Tuesday, June 22, 2010

Bigfoot mania. Bigfoot yucks. Someone — or something — flattened the top of the town manager’s work car, a 2000 Ford Contour, as it sat parked in the lot at town hall in Culpeper, Virginia. And some people have apparently blamed Bigfoot, hopefully for laughs. It's actually a more frightening possibility in this case: Body found near Quebec City. On the same subject, CNN chimes in with a psychology of monsters story: Why do we need to look for Bigfoot?



This post is not about the Oakland, California, AfricanAmerican group, the Black Panthers of the 1960s, but about the 1890s’ Black Panthers, specifically the ones called Santers, in North Carolina. The reports of these enormous all-black felids claimed that these creatures had as their diet various animals and...an unusual extra item. Elsewhere, a symposium draws Sasquatch seekers from across the nation in Bigfoot Believers. Also, A Werehyena Is Not A Laughing Matter!



Did Joseph C. Rich create the legend of the Bear Lake Monster in the late 1860s? Some say that Joseph, the son of Bear Lake’s founding father, Charles Coulson Rich, was in love and created the monster to show his beloved, Ann Eliza Hunter of Salt Lake City, that life was just as exciting in the wilderness of Bear Lake as in the bigger metropolis. Or is this, as Jerome Clark suggests, a pseudoexplanation for the sighting reports of a mammal that actually recalls Australia’s fabled Bunyip? Elsewhere, The Shape Shifting Cockatrice Of Marshall, Texas.



The legend of the Big Grey Man of Ben MacDhui is to be made into a movie, called Broken Spectre, by an amateur film company. Inspiration for the film is drawn from the account of Prof. Norman Collie, who encountered the 'Big Grey Man' in 1891. Elsewhere, a Local Virginian Man Believes in Bigfoot Discovery after seeing it 14 times in the wooded area surrounding Spotsylvania County. And Cryptozoology’s Fathers asks: who is the “Father of Cryptozoology”?



First the sighting of a blonde Bigfoot in North Carolina, now its alleged footprint, which measures 15 by 8 inches, has been found in a "no man's land" rural area about 15 miles north of the original sighting. Since its size and shape doesn’t resemble that of a bear or large cat, a North Carolina Wildlife Resources Commission wildlife officer reportedly said he doesn't think the print was made by an animal, but there are plenty of skeptics who wonder if it's a hoax.



We've all heard of sightings of Bigfoot deep in the remote areas of our forests, or the odd reports of an ancient sauropod living in a dense jungle in Africa, or an unexpected, out-of-place animal in the wild. But what about reports of cryptids in our cities and suburbs? Reports from all over the country have been filed over the years of creatures witnesses are at a loss to explain and are seemingly embarrassed to reveal. Are these the sightings of creatures so rarely seen by those living in metro areas that they simply can't identify them, or are they indeed unknown creatures that live, or at least traverse, among us? If you see “Big Red Eye” ask him yourself where he's from. Previously, Cryptids in Suburbia, Part 1.



In the areas surrounding Augusta, Georgia, many residents have witnessed a creature in the woods they cannot explain, though they are hesitant to come forward for obvious reasons of ridicule. Citing reports from the 1970s on up, a local public utility worker has taken upon himself to research the creature in a subtle but thorough way. Since his career affords him much time in rural areas, Dave Collier often gets to speak candidly with folks about their sightings, which they've never bothered to report. Struck by the similarities of the stories, Dave treks deep into the woods in search of evidence to prove the existence of the elusive and, as he describes them, intelligent creatures. Although organizations such as Bigfoot Field Research Organization (BFRO) have investigated countless reports and collected compelling evidence without a physical sample of some sort, science seems uninterested in researching the cryptids. Elsewhere, Micah Hanks deconstructs the recent Bigfoot sightings in North Carolina in Strange Things Afoot: Manlike Monsters with Beautiful Hair.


**What to work on**: Look through the listing below, find every line with the string "bottom", and copy it.

**Dataset records**:
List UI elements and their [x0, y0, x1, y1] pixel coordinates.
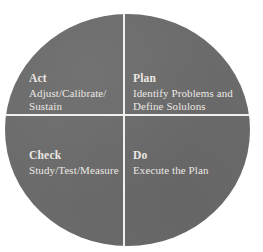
quadrant-plan-title: Plan — [133, 72, 249, 86]
quadrant-do-line-1: Execute the Plan — [133, 164, 245, 177]
cycle-circle — [5, 14, 250, 246]
quadrant-act-line-2: Sustain — [29, 100, 121, 113]
quadrant-do-description: Execute the Plan — [133, 164, 245, 177]
quadrant-act-description: Adjust/Calibrate/ Sustain — [29, 87, 121, 113]
quadrant-plan-line-2: Define Solulons — [133, 100, 249, 113]
horizontal-divider — [5, 114, 250, 116]
quadrant-check-line-1: Study/Test/Measure — [29, 164, 125, 177]
quadrant-do: Do Execute the Plan — [133, 149, 245, 177]
quadrant-plan-description: Identify Problems and Define Solulons — [133, 87, 249, 113]
quadrant-act-title: Act — [29, 72, 121, 86]
quadrant-check-title: Check — [29, 149, 125, 163]
pdca-cycle-diagram: Act Adjust/Calibrate/ Sustain Plan Ident… — [0, 0, 263, 252]
quadrant-do-title: Do — [133, 149, 245, 163]
quadrant-check-description: Study/Test/Measure — [29, 164, 125, 177]
quadrant-act: Act Adjust/Calibrate/ Sustain — [29, 72, 121, 113]
vertical-divider — [123, 14, 125, 246]
quadrant-check: Check Study/Test/Measure — [29, 149, 125, 177]
quadrant-plan: Plan Identify Problems and Define Solulo… — [133, 72, 249, 113]
quadrant-act-line-1: Adjust/Calibrate/ — [29, 87, 121, 100]
quadrant-plan-line-1: Identify Problems and — [133, 87, 249, 100]
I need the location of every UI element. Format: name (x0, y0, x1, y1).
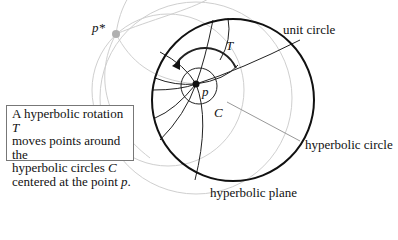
caption-line-4: centered at the point p. (12, 175, 133, 189)
label-C: C (214, 105, 223, 120)
label-p: p (201, 84, 209, 99)
label-p-star: p* (91, 20, 106, 35)
caption-box: A hyperbolic rotation T moves points aro… (6, 105, 134, 161)
label-T: T (226, 38, 234, 53)
point-p (193, 81, 200, 88)
label-hyperbolic-plane: hyperbolic plane (210, 185, 297, 200)
caption-line-2: moves points around the (12, 134, 133, 161)
caption-line-1: A hyperbolic rotation T (12, 107, 133, 134)
label-hyperbolic-circle: hyperbolic circle (305, 137, 393, 152)
label-unit-circle: unit circle (283, 22, 336, 37)
point-p-star (112, 30, 120, 38)
hyperbolic-circle-C (181, 68, 217, 104)
caption-line-3: hyperbolic circles C (12, 161, 133, 175)
geodesic-diagonal (160, 20, 213, 140)
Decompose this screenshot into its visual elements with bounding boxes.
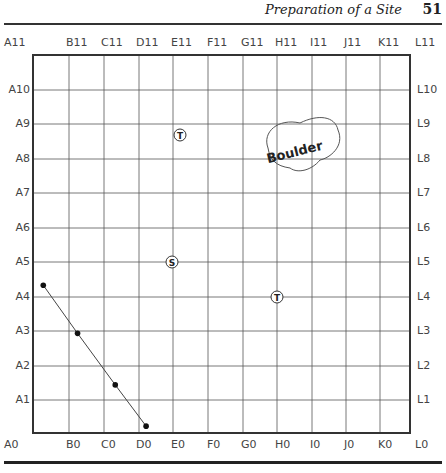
svg-text:S: S: [169, 258, 175, 268]
survey-point: [143, 423, 149, 429]
bottom-rule: [4, 461, 442, 464]
survey-point: [112, 382, 118, 388]
grid-border: [33, 55, 410, 433]
tree-marker-icon: T: [174, 129, 186, 141]
site-grid: TST Boulder: [0, 0, 446, 473]
svg-text:T: T: [274, 293, 281, 303]
survey-point: [75, 331, 81, 337]
boulder-label: Boulder: [265, 138, 325, 167]
grid-lines: [33, 55, 410, 433]
boulder-outline: Boulder: [265, 118, 340, 171]
survey-path: [40, 282, 148, 428]
tree-marker-icon: T: [271, 291, 283, 303]
svg-text:T: T: [177, 131, 184, 141]
stake-marker-icon: S: [166, 256, 178, 268]
survey-line: [43, 285, 146, 426]
survey-point: [40, 282, 46, 288]
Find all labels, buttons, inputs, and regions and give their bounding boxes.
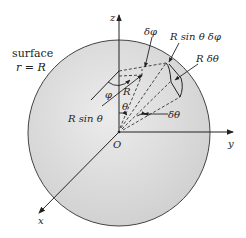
- origin-label: O: [113, 139, 121, 150]
- r-sin-theta-delta-phi-label: R sin θ δφ: [169, 31, 221, 42]
- phi-label: φ: [105, 89, 112, 100]
- y-axis-label: y: [227, 138, 234, 149]
- r-sin-theta-label: R sin θ: [67, 113, 103, 124]
- radius-label: R: [122, 86, 131, 97]
- spherical-coordinates-diagram: surface r = R z y x O δφ R sin θ δφ R δθ…: [0, 0, 246, 238]
- theta-label: θ: [122, 101, 128, 112]
- surface-radius-label: r = R: [16, 61, 46, 74]
- x-axis-label: x: [38, 215, 44, 226]
- surface-label: surface: [12, 47, 53, 60]
- delta-phi-label: δφ: [144, 26, 157, 37]
- z-axis-label: z: [109, 12, 116, 23]
- r-delta-theta-label: R δθ: [195, 53, 219, 64]
- origin-dot: [118, 131, 121, 134]
- delta-theta-label: δθ: [168, 109, 180, 120]
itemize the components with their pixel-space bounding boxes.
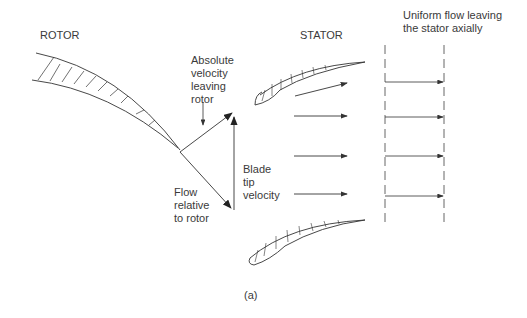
flow-relative-label: Flow relative to rotor [174, 186, 209, 225]
uniform-flow-label: Uniform flow leaving the stator axially [403, 9, 502, 35]
rotor-blade [32, 53, 180, 150]
stator-label: STATOR [300, 29, 343, 42]
stator-flow-arrows [294, 83, 347, 194]
stator-blade-top [255, 62, 365, 105]
blade-tip-velocity-label: Blade tip velocity [243, 163, 280, 202]
uniform-flow-arrows [385, 82, 443, 196]
figure-caption: (a) [244, 289, 257, 302]
uniform-flow-boundaries [385, 45, 444, 222]
rotor-label: ROTOR [40, 29, 80, 42]
absolute-velocity-label: Absolute velocity leaving rotor [191, 54, 234, 106]
rotor-stator-diagram [0, 0, 527, 318]
stator-blade-bottom [249, 220, 365, 265]
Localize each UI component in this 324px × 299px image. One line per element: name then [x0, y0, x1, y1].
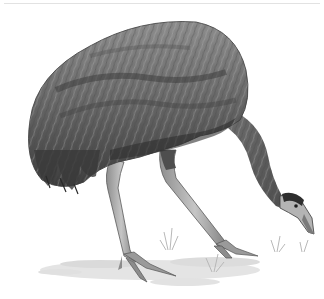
emu-leg-right [160, 150, 258, 258]
emu-illustration [0, 0, 324, 299]
emu-head [280, 193, 314, 234]
emu-body [29, 22, 249, 195]
ground-shadow [38, 257, 260, 286]
emu-eye [294, 204, 298, 208]
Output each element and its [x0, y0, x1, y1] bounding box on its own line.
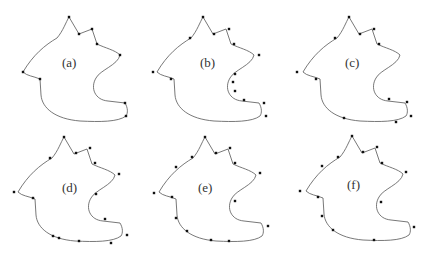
panel-label: (b): [200, 55, 215, 71]
control-point: [359, 33, 361, 35]
control-point: [49, 157, 51, 159]
control-point: [95, 193, 97, 195]
control-point: [96, 43, 98, 45]
panel-c: (c): [286, 0, 429, 128]
control-point: [373, 239, 375, 241]
control-point: [267, 225, 269, 227]
control-point: [171, 196, 173, 198]
control-point: [362, 151, 364, 153]
control-point: [234, 90, 236, 92]
control-point: [189, 37, 191, 39]
control-point: [233, 43, 235, 45]
control-point: [52, 235, 54, 237]
panel-label: (f): [347, 177, 360, 193]
control-point: [94, 162, 96, 164]
control-point: [229, 147, 231, 149]
panel-f: (f): [286, 127, 429, 255]
control-point: [381, 162, 383, 164]
control-point: [234, 162, 236, 164]
control-point: [373, 28, 375, 30]
control-point: [228, 240, 230, 242]
control-point: [395, 121, 397, 123]
control-point: [68, 16, 70, 18]
control-point: [234, 73, 236, 75]
control-point: [202, 16, 204, 18]
control-point: [265, 115, 267, 117]
control-point: [405, 171, 407, 173]
control-point: [376, 146, 378, 148]
control-point: [152, 71, 154, 73]
control-point: [410, 115, 412, 117]
control-point: [78, 240, 80, 242]
control-point: [186, 230, 188, 232]
control-point: [78, 33, 80, 35]
control-point: [89, 147, 91, 149]
control-point: [124, 102, 126, 104]
control-point: [234, 200, 236, 202]
control-point: [243, 99, 245, 101]
control-point: [125, 115, 127, 117]
control-point: [39, 78, 41, 80]
panel-e: (e): [143, 127, 286, 255]
control-point: [210, 239, 212, 241]
control-point: [388, 98, 390, 100]
panel-label: (a): [62, 55, 76, 71]
panel-d: (d): [0, 127, 143, 255]
control-point: [22, 71, 24, 73]
control-point: [191, 156, 193, 158]
control-point: [258, 54, 260, 56]
control-point: [334, 37, 336, 39]
panel-a: (a): [0, 0, 143, 128]
control-point: [126, 234, 128, 236]
control-point: [232, 81, 234, 83]
control-point: [153, 192, 155, 194]
shape-outline: [143, 127, 286, 255]
control-point: [215, 152, 217, 154]
control-point: [58, 237, 60, 239]
control-point: [213, 33, 215, 35]
control-point: [118, 173, 120, 175]
control-point: [110, 242, 112, 244]
control-point: [119, 54, 121, 56]
control-point: [170, 78, 172, 80]
control-point: [259, 172, 261, 174]
control-point: [13, 191, 15, 193]
control-point: [63, 136, 65, 138]
control-point: [337, 156, 339, 158]
control-point: [406, 101, 408, 103]
control-point: [378, 43, 380, 45]
control-point: [296, 71, 298, 73]
control-point: [228, 28, 230, 30]
control-point: [175, 166, 177, 168]
control-point: [175, 217, 177, 219]
panel-label: (d): [62, 180, 77, 196]
panel-b: (b): [143, 0, 286, 128]
control-point: [413, 226, 415, 228]
control-point: [348, 16, 350, 18]
control-point: [380, 201, 382, 203]
control-point: [332, 229, 334, 231]
control-point: [299, 190, 301, 192]
control-point: [317, 196, 319, 198]
control-point: [321, 215, 323, 217]
control-point: [321, 165, 323, 167]
panel-label: (c): [345, 55, 359, 71]
control-point: [91, 28, 93, 30]
control-point: [351, 135, 353, 137]
control-point: [204, 136, 206, 138]
control-point: [104, 218, 106, 220]
panel-label: (e): [198, 180, 212, 196]
control-point: [32, 197, 34, 199]
control-point: [75, 152, 77, 154]
control-point: [315, 78, 317, 80]
control-point: [343, 117, 345, 119]
control-point: [263, 102, 265, 104]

**Output of the exercise**:
bottom-rule: [4, 461, 442, 464]
stator-blade-bottom [249, 220, 365, 265]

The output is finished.